More complex than you think

January 5, 1996

The simple truth about complexity (Geoff Mulgan, Home View, THES, December 22) is that Mr Mulgan is talking through his hat. For instance, he accuses proponents of theories such as complexity and chaos of "trying to make a religion out of it". What are the grounds for this accusation? There is no religion in the technical journals.

However, in the popular books you will find opinions about how the new theories affect out view of humanity's place in the universe. Those opinions are there because the public wants to know about such questions. Similar opinions are expressed in many established areas of science - cosmology (Hawking), particle physics (Weinberg, Gell-Mann), developmental biology (Wolpert) - and they are bread and butter to writers in the humanities or the arts.

But apparently imaginative scientists who think they have some new insights are not permitted to express their excitement, or to hazard some guesses at the wider implications of their ideas. Of course, if they do not, they will be criticised for dehumanising science.

Mr Mulgan is wrong to dismiss these theories as having no useful applications. However, any new paradigm suffers from "the Rolls-Royce problem". One person's new idea is being asked to compete with established work done over decades by thousands of people. It is as if a new concept in car design is being asked to compete with a Rolls Royce - instantly.

It took 80 years for the photocopier to pass from the laboratory bench to the office. It took over a century for the fax machine to do the same. Remarkably, the ideas of chaos and complexity have led to useful applications over a far shorter period. They range from quality control of springs to the management of coral reef ecosystems.

Mr Mulgan says "there is not one usable theory" in economics. False, as the work of Brian Arthur shows. Perhaps these theories are not actually being used at the moment, but that is largely because of the Rolls Royce problem, and it owes far more to ingrained conservatism among conventional scientists than it does to an inherent fault of the new viewpoint.

In any case, the main reason for getting excited about the new theories is the manifest failure of the old ones.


**The problem**
Go through the entries, filter for the word "ATLANTIQUE", and copy every line that has it.

**Listed records**
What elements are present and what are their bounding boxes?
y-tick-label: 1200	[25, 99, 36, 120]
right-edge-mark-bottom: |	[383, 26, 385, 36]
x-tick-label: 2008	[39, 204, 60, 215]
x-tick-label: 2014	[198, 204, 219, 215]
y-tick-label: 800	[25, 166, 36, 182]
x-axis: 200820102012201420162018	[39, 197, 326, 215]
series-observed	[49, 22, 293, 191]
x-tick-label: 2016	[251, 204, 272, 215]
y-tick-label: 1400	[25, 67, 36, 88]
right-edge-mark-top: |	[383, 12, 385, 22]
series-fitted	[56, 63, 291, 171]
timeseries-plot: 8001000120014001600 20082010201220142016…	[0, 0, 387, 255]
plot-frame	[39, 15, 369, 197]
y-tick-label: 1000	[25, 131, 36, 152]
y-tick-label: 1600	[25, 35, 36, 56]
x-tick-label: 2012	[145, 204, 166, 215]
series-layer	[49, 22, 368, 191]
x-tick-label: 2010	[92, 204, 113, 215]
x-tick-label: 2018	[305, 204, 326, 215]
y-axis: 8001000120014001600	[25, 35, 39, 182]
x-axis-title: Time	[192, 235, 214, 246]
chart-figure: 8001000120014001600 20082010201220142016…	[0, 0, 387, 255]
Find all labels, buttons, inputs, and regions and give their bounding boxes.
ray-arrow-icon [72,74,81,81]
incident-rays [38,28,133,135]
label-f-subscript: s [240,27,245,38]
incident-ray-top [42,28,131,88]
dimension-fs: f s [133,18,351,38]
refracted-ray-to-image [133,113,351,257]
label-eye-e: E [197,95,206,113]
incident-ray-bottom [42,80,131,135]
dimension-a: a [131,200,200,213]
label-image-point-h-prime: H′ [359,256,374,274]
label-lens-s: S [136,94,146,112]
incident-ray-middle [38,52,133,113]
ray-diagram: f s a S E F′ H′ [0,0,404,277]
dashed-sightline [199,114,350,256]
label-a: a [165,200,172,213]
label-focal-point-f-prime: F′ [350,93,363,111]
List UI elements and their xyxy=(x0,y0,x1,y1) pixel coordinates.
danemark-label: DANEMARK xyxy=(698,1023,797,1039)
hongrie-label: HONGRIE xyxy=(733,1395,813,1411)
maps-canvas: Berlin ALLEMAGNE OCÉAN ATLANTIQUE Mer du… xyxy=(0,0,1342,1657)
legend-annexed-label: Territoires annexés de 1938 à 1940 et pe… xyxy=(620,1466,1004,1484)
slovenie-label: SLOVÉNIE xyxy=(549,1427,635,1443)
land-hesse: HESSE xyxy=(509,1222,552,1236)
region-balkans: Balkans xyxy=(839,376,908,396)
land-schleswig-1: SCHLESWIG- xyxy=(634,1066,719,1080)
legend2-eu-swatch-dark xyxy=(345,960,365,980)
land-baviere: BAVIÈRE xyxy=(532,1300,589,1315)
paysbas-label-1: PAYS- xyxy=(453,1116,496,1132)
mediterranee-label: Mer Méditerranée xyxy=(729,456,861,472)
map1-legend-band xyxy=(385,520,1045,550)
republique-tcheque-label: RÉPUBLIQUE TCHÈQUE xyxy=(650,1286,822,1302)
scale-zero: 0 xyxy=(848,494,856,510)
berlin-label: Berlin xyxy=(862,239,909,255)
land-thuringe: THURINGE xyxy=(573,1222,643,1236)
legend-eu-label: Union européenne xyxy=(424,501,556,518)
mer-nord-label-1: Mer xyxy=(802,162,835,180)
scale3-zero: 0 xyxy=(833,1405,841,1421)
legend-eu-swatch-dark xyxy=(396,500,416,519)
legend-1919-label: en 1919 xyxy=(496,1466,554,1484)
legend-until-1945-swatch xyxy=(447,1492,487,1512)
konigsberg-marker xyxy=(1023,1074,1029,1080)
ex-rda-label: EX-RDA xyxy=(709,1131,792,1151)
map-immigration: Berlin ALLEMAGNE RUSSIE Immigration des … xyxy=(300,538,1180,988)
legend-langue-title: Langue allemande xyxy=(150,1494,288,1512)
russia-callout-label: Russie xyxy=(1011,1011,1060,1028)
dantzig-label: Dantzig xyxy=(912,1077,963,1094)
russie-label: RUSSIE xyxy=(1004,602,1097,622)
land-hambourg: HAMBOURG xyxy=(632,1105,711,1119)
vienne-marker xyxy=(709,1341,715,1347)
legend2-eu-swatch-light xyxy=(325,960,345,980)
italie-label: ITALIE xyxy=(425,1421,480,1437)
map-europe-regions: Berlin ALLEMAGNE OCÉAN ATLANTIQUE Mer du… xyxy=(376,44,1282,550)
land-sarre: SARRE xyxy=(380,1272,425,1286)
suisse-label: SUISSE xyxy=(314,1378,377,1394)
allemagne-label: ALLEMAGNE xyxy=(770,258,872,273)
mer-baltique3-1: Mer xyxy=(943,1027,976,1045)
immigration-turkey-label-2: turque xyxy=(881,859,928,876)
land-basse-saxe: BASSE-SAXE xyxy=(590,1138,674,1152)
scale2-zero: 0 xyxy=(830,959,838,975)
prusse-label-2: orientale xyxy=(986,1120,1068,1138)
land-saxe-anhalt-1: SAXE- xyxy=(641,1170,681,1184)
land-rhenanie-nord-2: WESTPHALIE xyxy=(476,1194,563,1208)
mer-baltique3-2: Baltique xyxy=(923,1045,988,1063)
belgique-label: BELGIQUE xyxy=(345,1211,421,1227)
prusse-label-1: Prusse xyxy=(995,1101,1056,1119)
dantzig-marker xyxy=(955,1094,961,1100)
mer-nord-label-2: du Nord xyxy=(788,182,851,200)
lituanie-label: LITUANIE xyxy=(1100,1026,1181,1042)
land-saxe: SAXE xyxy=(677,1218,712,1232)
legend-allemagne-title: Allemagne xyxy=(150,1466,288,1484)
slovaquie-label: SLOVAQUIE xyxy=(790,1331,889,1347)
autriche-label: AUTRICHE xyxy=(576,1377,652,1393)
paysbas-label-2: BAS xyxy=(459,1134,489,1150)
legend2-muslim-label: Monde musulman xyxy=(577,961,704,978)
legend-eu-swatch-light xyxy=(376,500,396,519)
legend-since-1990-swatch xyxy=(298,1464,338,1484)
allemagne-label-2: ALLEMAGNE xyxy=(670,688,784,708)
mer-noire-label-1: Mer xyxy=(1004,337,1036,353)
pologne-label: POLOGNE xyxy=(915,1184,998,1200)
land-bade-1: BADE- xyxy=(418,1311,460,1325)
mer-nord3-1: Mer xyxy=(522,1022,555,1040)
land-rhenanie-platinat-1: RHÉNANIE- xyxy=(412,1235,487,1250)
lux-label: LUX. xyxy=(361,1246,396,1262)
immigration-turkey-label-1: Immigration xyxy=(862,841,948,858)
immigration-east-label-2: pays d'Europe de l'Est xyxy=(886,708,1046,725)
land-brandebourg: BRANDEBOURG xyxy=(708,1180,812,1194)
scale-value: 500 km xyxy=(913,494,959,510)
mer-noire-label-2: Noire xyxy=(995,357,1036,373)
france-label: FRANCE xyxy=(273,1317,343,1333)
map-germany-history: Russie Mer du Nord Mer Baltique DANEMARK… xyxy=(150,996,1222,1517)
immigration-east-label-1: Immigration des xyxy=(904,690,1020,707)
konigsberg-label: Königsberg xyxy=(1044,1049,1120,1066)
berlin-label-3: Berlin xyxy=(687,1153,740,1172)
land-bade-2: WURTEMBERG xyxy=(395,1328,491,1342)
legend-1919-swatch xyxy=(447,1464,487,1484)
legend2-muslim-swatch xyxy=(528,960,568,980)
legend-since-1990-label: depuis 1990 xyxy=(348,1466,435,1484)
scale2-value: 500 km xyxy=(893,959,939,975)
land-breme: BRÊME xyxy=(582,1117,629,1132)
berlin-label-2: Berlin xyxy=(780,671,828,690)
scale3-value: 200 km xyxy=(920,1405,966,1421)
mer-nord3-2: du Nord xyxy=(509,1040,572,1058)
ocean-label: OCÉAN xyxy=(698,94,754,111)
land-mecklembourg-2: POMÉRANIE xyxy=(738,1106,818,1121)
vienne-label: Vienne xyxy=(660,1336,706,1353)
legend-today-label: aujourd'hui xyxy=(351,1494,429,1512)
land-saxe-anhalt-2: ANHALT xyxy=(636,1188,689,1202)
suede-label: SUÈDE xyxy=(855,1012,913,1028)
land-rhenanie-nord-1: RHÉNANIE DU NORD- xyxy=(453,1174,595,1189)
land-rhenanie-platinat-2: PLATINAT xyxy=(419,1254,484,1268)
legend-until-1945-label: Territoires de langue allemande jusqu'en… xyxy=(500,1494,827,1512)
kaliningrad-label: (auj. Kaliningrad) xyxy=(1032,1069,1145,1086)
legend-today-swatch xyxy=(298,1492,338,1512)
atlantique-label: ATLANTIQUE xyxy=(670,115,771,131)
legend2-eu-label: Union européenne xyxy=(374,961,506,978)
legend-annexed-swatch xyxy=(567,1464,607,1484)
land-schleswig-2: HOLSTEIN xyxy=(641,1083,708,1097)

**Answer section**
maps-canvas: Berlin ALLEMAGNE OCÉAN ATLANTIQUE Mer du… xyxy=(0,0,1342,1657)
map-europe-regions: Berlin ALLEMAGNE OCÉAN ATLANTIQUE Mer du… xyxy=(376,44,1282,550)
atlantique-label: ATLANTIQUE xyxy=(670,115,771,131)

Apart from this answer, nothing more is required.